On another note. This is interesting:
http://torrentfreak.com/riaa-online-music-piracy-pales-in-comparison-to-offline-swapping-120726/
I mean, where do the source files come from in relation to hard drive trading and burning/ripping .. well it either comes from a physical sale or it comes from illegal downloads.....
Your point is? I'll tell you what your point is, totally irrelevant. You might think the chart is bollocks but this information is produced by the RIAA, the ones claiming downloaders are the anti-christ.
One physical sale or one leagally downloaded copy is all it takes. A copy of that ripped to a hard disk, copied as a physical CD on an individual basis or used as a master for making large numbers of pirate copies for wider distribution.
As I have said, stopping downloading will just lead to an increase in the trading of physical copies.
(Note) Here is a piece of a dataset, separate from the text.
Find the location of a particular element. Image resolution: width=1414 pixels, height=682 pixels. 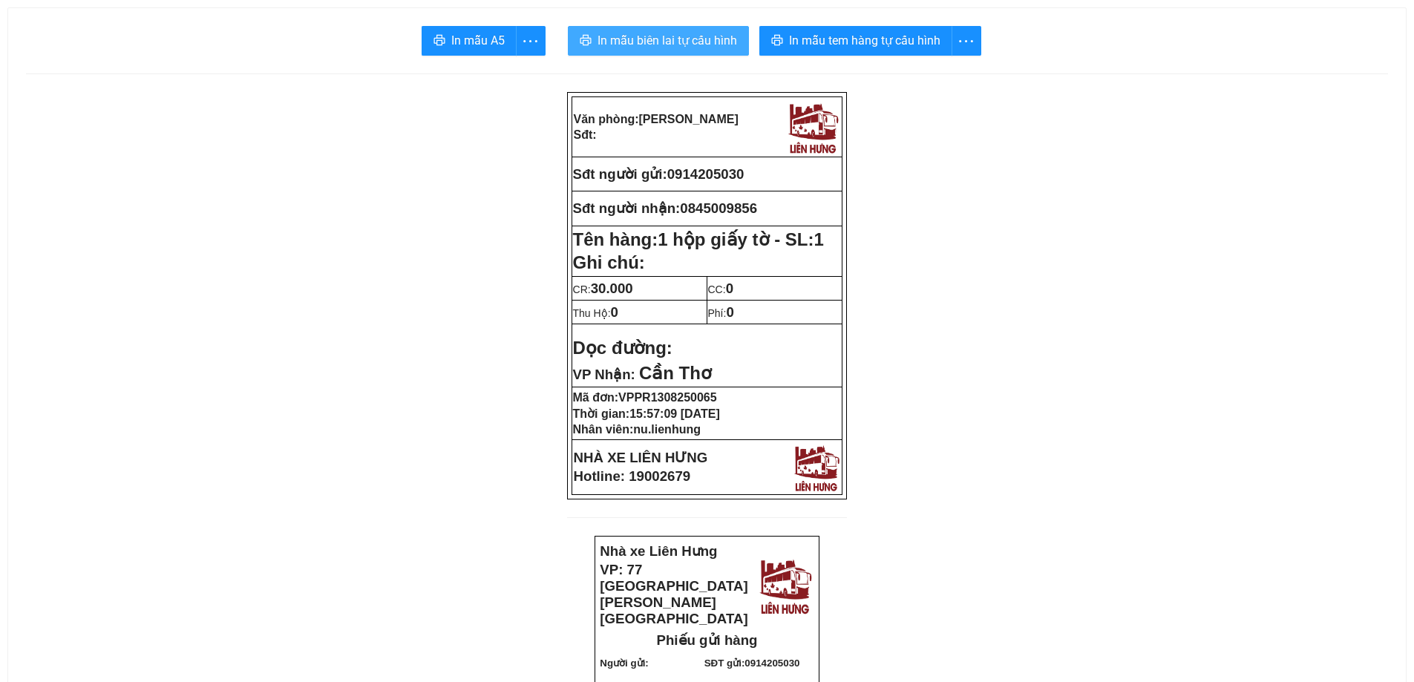

span: Ghi chú: is located at coordinates (609, 262).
With sites such as E-bay almost impossible to police for pirate copies, and with pirates more likely to produce even more accurate looking copies of things such as CD cases, the consumer will end up getting ripped off more and the tax payer will be picking up the tab as the responisbility for stopping this will fall to the law enforcement agencies as these will be criminal rather than civil cases. Not to mention the funding of other forms of crime.
So the industry gets the law enforcement agencies to do their dirty work at the expense of the tax payer, while the artists get nothing extra out of it.
Instead of embracing the technology, reforming antiquated and industry biased copyright laws and introducing measures which would still see downloaders provide large sums of money into the industry, they seemingly bury their heads in the sand.
The same is true of the ridiculous release schedules for films in cinemas and on DVD across the globe. The industry appears to be its own worst enemy but there is method in their madness and that method is making a lot of people at the top of these companies rich and powerful, while it is the artists not being paid well and that is as a result of the industry, not the downloaders.
I have a collection of over 3000 physical CDs, probably over 500 DVDs (films/music) and something like 200 TV series dvd box sets. So I'm not just defending downloaders from the point of being a downloader.